During the active sampling process an air volume of 1 to 12 L with an airflow of about 10…200 mL min-1 is sucked through the adsorbent material. The sampling period ranges from several minutes to one hour. The accuracy of the sampling is determined by the pump calibration and mass flow controller. After the sampling period the adsorbent tubes are normally sealed with Teflon caps and stored below 4 °C until analysis (Gabrio, 2001).

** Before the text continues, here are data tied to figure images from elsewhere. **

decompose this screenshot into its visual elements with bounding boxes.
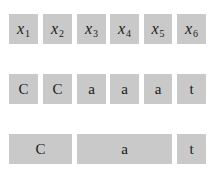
variable-symbol: x xyxy=(17,20,24,37)
variable-symbol: x xyxy=(51,20,58,37)
segment-cell-a: a xyxy=(77,134,172,164)
variable-subscript: 6 xyxy=(193,28,198,39)
variable-symbol: x xyxy=(151,20,158,37)
segment-row: C a t xyxy=(0,134,217,164)
variable-symbol: x xyxy=(118,20,125,37)
segment-cell-c: C xyxy=(9,134,72,164)
character-cell: a xyxy=(77,74,106,104)
character-cell: C xyxy=(43,74,72,104)
character-cell: t xyxy=(177,74,206,104)
variable-subscript: 5 xyxy=(160,28,165,39)
variable-subscript: 1 xyxy=(25,28,30,39)
variable-cell-x4: x4 xyxy=(110,14,139,44)
variable-row: x1 x2 x3 x4 x5 x6 xyxy=(0,14,217,44)
variable-cell-x1: x1 xyxy=(9,14,38,44)
segment-cell-t: t xyxy=(177,134,206,164)
variable-subscript: 4 xyxy=(126,28,131,39)
character-row: C C a a a t xyxy=(0,74,217,104)
character-cell: a xyxy=(110,74,139,104)
variable-cell-x5: x5 xyxy=(144,14,172,44)
variable-symbol: x xyxy=(185,20,192,37)
variable-cell-x6: x6 xyxy=(177,14,206,44)
variable-subscript: 2 xyxy=(59,28,64,39)
character-cell: C xyxy=(9,74,38,104)
variable-cell-x3: x3 xyxy=(77,14,106,44)
variable-subscript: 3 xyxy=(93,28,98,39)
character-cell: a xyxy=(144,74,172,104)
variable-symbol: x xyxy=(85,20,92,37)
variable-cell-x2: x2 xyxy=(43,14,72,44)
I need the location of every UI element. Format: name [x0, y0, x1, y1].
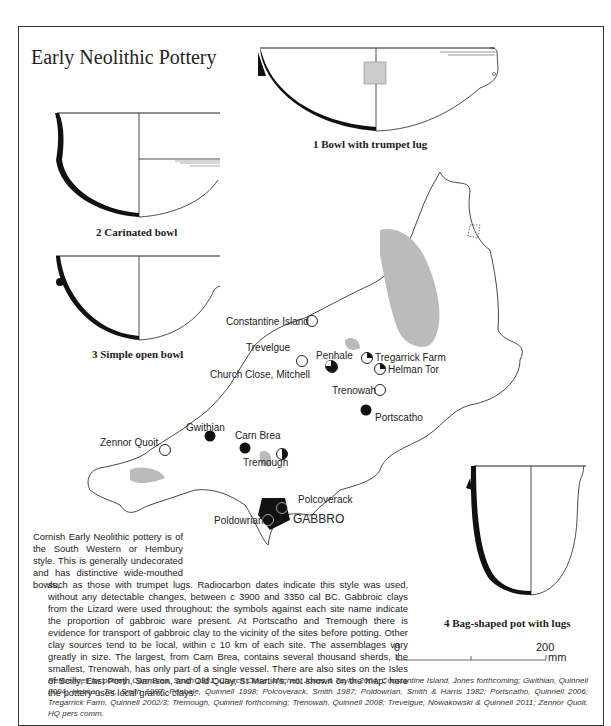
site-label-poldowrian: Poldowrian	[214, 515, 263, 526]
site-label-carn-brea: Carn Brea	[235, 430, 281, 441]
scale-unit-label: mm	[548, 651, 566, 663]
caption-vessel-3: 3 Simple open bowl	[92, 348, 183, 360]
site-label-gwithian: Gwithian	[186, 422, 225, 433]
site-label-zennor-quoit: Zennor Quoit	[100, 437, 159, 448]
vessel-4-bag-shaped-pot	[466, 466, 586, 595]
site-label-constantine-island: Constantine Island	[226, 316, 309, 327]
site-label-tremough: Tremough	[243, 457, 288, 468]
site-label-polcoverack: Polcoverack	[298, 494, 353, 505]
site-label-tregarrick-farm: Tregarrick Farm	[375, 352, 446, 363]
region-label-gabbro: GABBRO	[293, 512, 344, 526]
vessel-2-carinated-bowl	[55, 113, 220, 217]
site-label-helman-tor: Helman Tor	[388, 364, 440, 375]
vessel-3-simple-open-bowl	[56, 256, 220, 340]
caption-vessel-1: 1 Bowl with trumpet lug	[313, 138, 427, 150]
site-label-penhale: Penhale	[316, 350, 353, 361]
site-label-trenowah: Trenowah	[332, 385, 376, 396]
site-label-church-close-mitchell: Church Close, Mitchell	[210, 369, 310, 380]
site-label-portscatho: Portscatho	[375, 412, 423, 423]
site-label-trevelgue: Trevelgue	[246, 342, 291, 353]
vessel-1-bowl-trumpet-lug	[258, 48, 498, 131]
caption-vessel-2: 2 Carinated bowl	[96, 226, 177, 238]
caption-vessel-4: 4 Bag-shaped pot with lugs	[444, 617, 571, 629]
references: References for pottery: Carn Brea, Smith…	[48, 675, 588, 719]
scale-bar	[397, 655, 546, 660]
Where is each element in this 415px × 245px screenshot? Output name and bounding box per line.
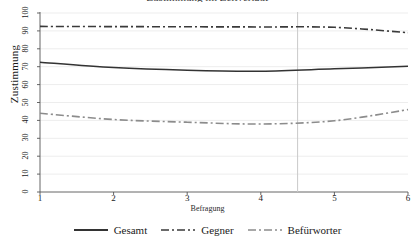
legend-item[interactable]: Gesamt xyxy=(74,224,148,236)
chart-legend: GesamtGegnerBefürworter xyxy=(0,224,415,236)
legend-label: Befürworter xyxy=(288,224,342,236)
legend-label: Gesamt xyxy=(114,224,148,236)
legend-item[interactable]: Gegner xyxy=(161,224,233,236)
legend-swatch-dash-dot xyxy=(161,225,195,235)
legend-label: Gegner xyxy=(201,224,233,236)
legend-swatch-dash-dot xyxy=(248,225,282,235)
series-line-gegner xyxy=(40,26,408,32)
legend-item[interactable]: Befürworter xyxy=(248,224,342,236)
legend-swatch-solid xyxy=(74,225,108,235)
line-chart: Zustimmung im Zeitverlauf Zustimmung 010… xyxy=(0,0,415,245)
plot-area xyxy=(0,0,415,245)
series-line-befürworter xyxy=(40,110,408,124)
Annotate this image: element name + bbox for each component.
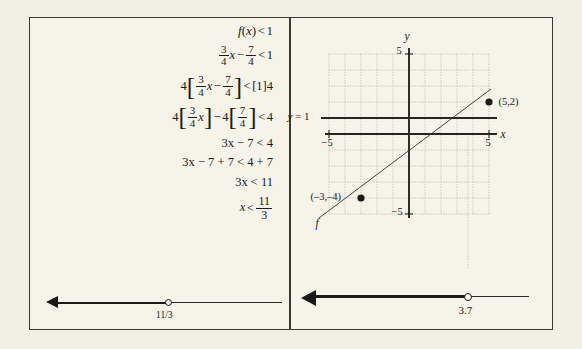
y-min-tick-label: −5 — [392, 206, 403, 217]
y-equals-one-label: y = 1 — [288, 110, 310, 122]
open-circle-endpoint — [464, 293, 472, 301]
fraction-seven-fourths: 7 4 — [238, 105, 248, 129]
fraction-denominator: 4 — [246, 55, 256, 68]
token-lbracket: [ — [229, 108, 237, 126]
token-x: x — [230, 48, 236, 62]
solution-number-line-fraction: 11/3 — [46, 282, 282, 326]
y-equals-one-variable: y — [288, 110, 293, 122]
open-circle-endpoint — [165, 299, 172, 306]
y-axis-label: y — [405, 30, 410, 42]
equation-list: f(x)<1 3 4 x− 7 4 <1 4[ 3 4 x− 7 4 — [30, 24, 273, 228]
token-rparen: ) — [252, 23, 256, 38]
fraction-three-fourths: 3 4 — [219, 44, 229, 68]
equation-step-2: 3 4 x− 7 4 <1 — [30, 44, 273, 68]
point-5-2 — [485, 98, 492, 105]
equation-step-3: 4[ 3 4 x− 7 4 ]<[1]4 — [30, 75, 273, 99]
number-line-ray — [57, 302, 170, 304]
fraction-denominator: 4 — [223, 86, 233, 99]
token-lt: < — [258, 23, 265, 38]
fraction-three-fourths: 3 4 — [196, 74, 206, 98]
token-lt: < — [247, 201, 254, 215]
fraction-denominator: 4 — [188, 117, 198, 130]
token-one: 1 — [267, 23, 274, 38]
fraction-numerator: 3 — [188, 105, 198, 117]
left-arrow-head-icon — [301, 290, 316, 306]
equation-step-4: 4[ 3 4 x]−4[ 7 4 ]<4 — [30, 106, 273, 130]
fraction-numerator: 3 — [219, 44, 229, 56]
token-minus: − — [237, 48, 244, 62]
fraction-denominator: 4 — [219, 55, 229, 68]
equation-step-5: 3x − 7 < 4 — [30, 137, 273, 150]
token-rbracket: ] — [248, 108, 256, 126]
token-rbracket: ] — [204, 108, 212, 126]
token-lbracket: [ — [187, 78, 195, 96]
y-equals-one-value: = 1 — [295, 110, 309, 122]
fraction-seven-fourths: 7 4 — [246, 44, 256, 68]
token-four: 4 — [267, 110, 273, 124]
point-label-5-2: (5,2) — [499, 96, 519, 107]
token-lt: < — [258, 110, 265, 124]
equation-step-7: 3x < 11 — [30, 176, 273, 189]
token-x: x — [240, 201, 246, 215]
right-panel-graph: y x 5 −5 −5 5 y = 1 (5,2) (–3,–4) f 3.7 — [291, 18, 555, 329]
solution-number-line-decimal: 3.7 — [301, 276, 549, 324]
fraction-numerator: 7 — [223, 74, 233, 86]
x-min-tick-label: −5 — [322, 137, 333, 148]
x-axis-label: x — [501, 128, 506, 140]
point-neg3-neg4 — [357, 194, 364, 201]
token-four: 4 — [267, 79, 273, 93]
fraction-denominator: 3 — [256, 208, 272, 222]
token-one: 1 — [267, 48, 273, 62]
fraction-seven-fourths: 7 4 — [223, 74, 233, 98]
number-line-tail — [471, 296, 529, 297]
fraction-numerator: 3 — [196, 74, 206, 86]
figure-container: f(x)<1 3 4 x− 7 4 <1 4[ 3 4 x− 7 4 — [29, 17, 553, 330]
token-lbracket: [ — [179, 108, 187, 126]
number-line-ray — [315, 295, 467, 298]
equation-step-1: f(x)<1 — [30, 24, 273, 38]
x-max-tick-label: 5 — [486, 137, 491, 148]
token-lt: < — [244, 79, 251, 93]
endpoint-label: 3.7 — [459, 304, 473, 316]
fraction-numerator: 11 — [256, 195, 272, 208]
fraction-three-fourths: 3 4 — [188, 105, 198, 129]
point-label-neg3-neg4: (–3,–4) — [311, 191, 342, 202]
fraction-denominator: 4 — [196, 86, 206, 99]
y-max-tick-label: 5 — [397, 45, 402, 56]
fraction-numerator: 7 — [246, 44, 256, 56]
token-x: x — [207, 79, 213, 93]
number-line-tail — [170, 302, 282, 303]
left-panel-algebra: f(x)<1 3 4 x− 7 4 <1 4[ 3 4 x− 7 4 — [30, 18, 289, 329]
token-rbracket: ] — [234, 78, 242, 96]
equation-step-8: x< 11 3 — [30, 195, 273, 221]
fraction-eleven-thirds: 11 3 — [256, 195, 272, 221]
equation-step-6: 3x − 7 + 7 < 4 + 7 — [30, 156, 273, 169]
token-minus: − — [214, 110, 221, 124]
token-lt: < — [258, 48, 265, 62]
token-minus: − — [214, 79, 221, 93]
endpoint-label: 11/3 — [156, 310, 173, 320]
function-label-f: f — [316, 217, 319, 229]
fraction-numerator: 7 — [238, 105, 248, 117]
fraction-denominator: 4 — [238, 117, 248, 130]
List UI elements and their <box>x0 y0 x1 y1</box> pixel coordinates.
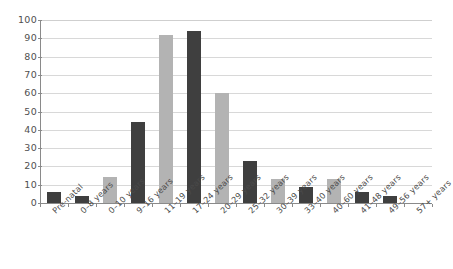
x-tick-mark <box>180 204 181 207</box>
gridline <box>40 75 432 76</box>
gridline <box>40 93 432 94</box>
y-axis: 0102030405060708090100 <box>0 0 37 269</box>
y-tick-mark <box>38 20 42 21</box>
y-tick-label: 90 <box>3 33 37 43</box>
y-tick-label: 20 <box>3 161 37 171</box>
x-tick-mark <box>96 204 97 207</box>
y-tick-label: 40 <box>3 125 37 135</box>
y-tick-mark <box>38 148 42 149</box>
x-tick-mark <box>152 204 153 207</box>
y-tick-mark <box>38 93 42 94</box>
x-tick-mark <box>124 204 125 207</box>
gridline <box>40 20 432 21</box>
x-tick-mark <box>320 204 321 207</box>
gridline <box>40 185 432 186</box>
y-tick-label: 60 <box>3 88 37 98</box>
y-tick-label: 30 <box>3 143 37 153</box>
gridline <box>40 130 432 131</box>
y-tick-label: 10 <box>3 180 37 190</box>
y-tick-mark <box>38 203 42 204</box>
y-tick-mark <box>38 75 42 76</box>
gridline <box>40 148 432 149</box>
y-tick-label: 100 <box>3 15 37 25</box>
y-tick-mark <box>38 57 42 58</box>
x-tick-mark <box>348 204 349 207</box>
y-tick-mark <box>38 38 42 39</box>
x-tick-mark <box>404 204 405 207</box>
x-tick-mark <box>40 204 41 207</box>
x-tick-mark <box>264 204 265 207</box>
x-tick-mark <box>376 204 377 207</box>
gridline <box>40 57 432 58</box>
x-tick-mark <box>208 204 209 207</box>
y-tick-label: 80 <box>3 52 37 62</box>
gridline <box>40 112 432 113</box>
gridline <box>40 38 432 39</box>
x-tick-mark <box>68 204 69 207</box>
y-tick-label: 50 <box>3 107 37 117</box>
gridline <box>40 166 432 167</box>
plot-area <box>40 20 432 203</box>
y-tick-label: 0 <box>3 198 37 208</box>
y-tick-mark <box>38 185 42 186</box>
x-tick-mark <box>236 204 237 207</box>
y-tick-mark <box>38 112 42 113</box>
y-tick-label: 70 <box>3 70 37 80</box>
x-tick-mark <box>292 204 293 207</box>
y-tick-mark <box>38 166 42 167</box>
x-tick-mark <box>432 204 433 207</box>
y-tick-mark <box>38 130 42 131</box>
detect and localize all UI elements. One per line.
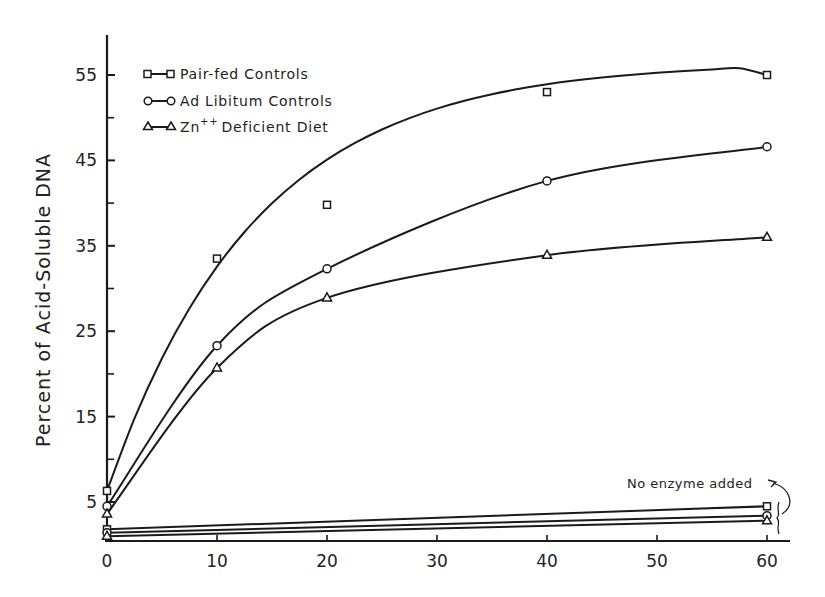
data-series (103, 68, 772, 539)
x-tick-label: 20 (316, 551, 338, 571)
triangle-marker-icon (144, 122, 153, 130)
svg-text:Ad Libitum Controls: Ad Libitum Controls (180, 93, 333, 109)
chart: 51525354555 0102030405060 Percent of Aci… (0, 0, 825, 597)
circle-marker-icon (213, 342, 221, 350)
series-circle (103, 143, 771, 511)
axes (105, 35, 790, 541)
series-square (104, 68, 771, 494)
svg-text:No enzyme added: No enzyme added (627, 476, 753, 491)
x-tick-label: 10 (206, 551, 228, 571)
legend-item-pair-fed: Pair-fed Controls (144, 66, 309, 82)
legend-item-zn-deficient: Zn++Deficient Diet (144, 116, 329, 135)
x-tick-label: 60 (756, 551, 778, 571)
x-tick-label: 0 (102, 551, 113, 571)
square-marker-icon (144, 71, 151, 78)
curved-arrow-icon (773, 483, 790, 514)
triangle-marker-icon (167, 122, 176, 130)
square-marker-icon (544, 89, 551, 96)
y-axis-label: Percent of Acid-Soluble DNA (32, 153, 54, 447)
x-tick-label: 40 (536, 551, 558, 571)
circle-marker-icon (144, 97, 152, 105)
square-marker-icon (104, 487, 111, 494)
y-tick-label: 55 (75, 65, 97, 85)
y-tick-label: 35 (75, 236, 97, 256)
svg-text:Zn++Deficient Diet: Zn++Deficient Diet (180, 116, 329, 135)
y-tick-label: 15 (75, 407, 97, 427)
x-tick-label: 50 (646, 551, 668, 571)
triangle-marker-icon (763, 232, 772, 240)
square-marker-icon (214, 255, 221, 262)
legend-item-ad-libitum: Ad Libitum Controls (144, 93, 332, 109)
square-marker-icon (324, 201, 331, 208)
circle-marker-icon (763, 143, 771, 151)
series-triangle (103, 232, 772, 517)
y-tick-label: 25 (75, 321, 97, 341)
square-marker-icon (764, 503, 771, 510)
svg-text:Pair-fed Controls: Pair-fed Controls (180, 66, 309, 82)
circle-marker-icon (167, 97, 175, 105)
circle-marker-icon (323, 265, 331, 273)
square-marker-icon (167, 71, 174, 78)
bracket-icon (777, 502, 779, 534)
y-tick-label: 45 (75, 150, 97, 170)
square-marker-icon (764, 72, 771, 79)
legend: Pair-fed Controls Ad Libitum Controls Zn… (144, 66, 333, 135)
x-tick-label: 30 (426, 551, 448, 571)
y-tick-label: 5 (86, 492, 97, 512)
circle-marker-icon (543, 177, 551, 185)
y-axis-ticks: 51525354555 (75, 65, 115, 512)
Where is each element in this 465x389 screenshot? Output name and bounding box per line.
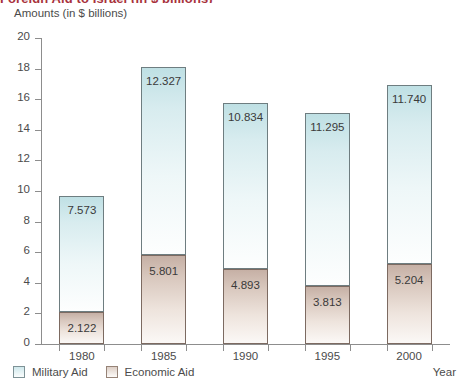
y-axis-tick: 4 [35, 283, 41, 284]
military-aid-swatch-icon [13, 366, 25, 378]
x-axis-label-1995: 1995 [286, 350, 368, 362]
bar-value-label: 5.204 [388, 274, 431, 286]
y-axis-tick-label: 18 [17, 61, 30, 73]
bar-value-label: 4.893 [224, 279, 267, 291]
x-axis-label-1980: 1980 [41, 350, 123, 362]
y-axis-tick-label: 8 [24, 214, 30, 226]
bar-segment-military-1995[interactable]: 11.295 [305, 113, 350, 286]
legend-label-economic: Economic Aid [125, 366, 195, 378]
y-axis-tick: 8 [35, 222, 41, 223]
y-axis-tick: 12 [35, 160, 41, 161]
x-axis-label-1990: 1990 [205, 350, 287, 362]
bar-value-label: 10.834 [224, 111, 267, 123]
bar-segment-economic-1990[interactable]: 4.893 [223, 269, 268, 344]
y-axis-tick-label: 0 [24, 336, 30, 348]
bar-2000[interactable]: 5.20411.740 [387, 38, 432, 344]
bar-value-label: 2.122 [60, 322, 103, 334]
x-axis-caption: Year [433, 366, 456, 378]
chart-legend: Military Aid Economic Aid [13, 366, 203, 378]
y-axis-tick: 2 [35, 313, 41, 314]
y-axis-tick: 18 [35, 69, 41, 70]
y-axis-tick: 10 [35, 191, 41, 192]
bar-segment-economic-1985[interactable]: 5.801 [141, 255, 186, 344]
y-axis-tick: 20 [35, 38, 41, 39]
economic-aid-swatch-icon [106, 366, 118, 378]
y-axis-tick: 16 [35, 99, 41, 100]
x-axis-label-1985: 1985 [123, 350, 205, 362]
chart-title-clipped: Foreign Aid to Israel (in $ billions) [0, 0, 465, 3]
legend-label-military: Military Aid [32, 366, 88, 378]
y-axis-tick-label: 10 [17, 183, 30, 195]
y-axis-line [41, 38, 42, 344]
bar-segment-military-2000[interactable]: 11.740 [387, 85, 432, 265]
bar-1985[interactable]: 5.80112.327 [141, 38, 186, 344]
y-axis-tick-label: 4 [24, 275, 30, 287]
bar-segment-economic-1980[interactable]: 2.122 [59, 312, 104, 344]
y-axis-tick-label: 12 [17, 152, 30, 164]
y-axis-tick: 14 [35, 130, 41, 131]
bar-1980[interactable]: 2.1227.573 [59, 38, 104, 344]
bar-segment-economic-1995[interactable]: 3.813 [305, 286, 350, 344]
y-axis-tick-label: 16 [17, 91, 30, 103]
x-axis-line [41, 344, 450, 345]
y-axis-tick-label: 20 [17, 30, 30, 42]
bar-value-label: 12.327 [142, 75, 185, 87]
bar-value-label: 11.740 [388, 93, 431, 105]
y-axis-tick-label: 2 [24, 305, 30, 317]
bar-segment-military-1985[interactable]: 12.327 [141, 67, 186, 256]
bar-segment-economic-2000[interactable]: 5.204 [387, 264, 432, 344]
chart-page: Foreign Aid to Israel (in $ billions) Am… [0, 0, 465, 389]
bar-value-label: 11.295 [306, 121, 349, 133]
y-axis-tick: 0 [35, 344, 41, 345]
bar-segment-military-1990[interactable]: 10.834 [223, 103, 268, 269]
y-axis-tick-label: 6 [24, 244, 30, 256]
bar-value-label: 7.573 [60, 204, 103, 216]
y-axis-caption: Amounts (in $ billions) [14, 7, 127, 19]
bar-1990[interactable]: 4.89310.834 [223, 38, 268, 344]
bar-value-label: 3.813 [306, 296, 349, 308]
bar-segment-military-1980[interactable]: 7.573 [59, 196, 104, 312]
x-axis-label-2000: 2000 [368, 350, 450, 362]
y-axis-tick: 6 [35, 252, 41, 253]
legend-item-military: Military Aid [13, 366, 88, 378]
plot-area: 024681012141618202.1227.57319805.80112.3… [41, 38, 450, 344]
y-axis-tick-label: 14 [17, 122, 30, 134]
legend-item-economic: Economic Aid [106, 366, 195, 378]
bar-1995[interactable]: 3.81311.295 [305, 38, 350, 344]
bar-value-label: 5.801 [142, 265, 185, 277]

The first step of the GC analysis is the primary thermal desorption of the coated sampler at 250 to 280 °C for about 2 to 3 minutes with a desorption flow of 100 mL min-1. The desorbed compounds are reconcentrated either on a small adsorbent tube or by cryogenic trapping at -30 °C. In both cases the trap is flash heated up to 260 to 290 °C for several minutes in order to guarantee a rapid direct injection onto the capillary column. This is done either in the split or splitless mode. The chromatographic separation is performed by long thickfilm capillary columns with apolar dimethylsiloxane or diphenyl/dimethylsiloxane phases (Claeson et al., 2002; Fischer et al., 1999; Gabrio, 2001; Keller, 2001; Korpi et al., 1998; Pasanen et al., 1997; Wilkins et al., 2003; Wilkins et al., 2000).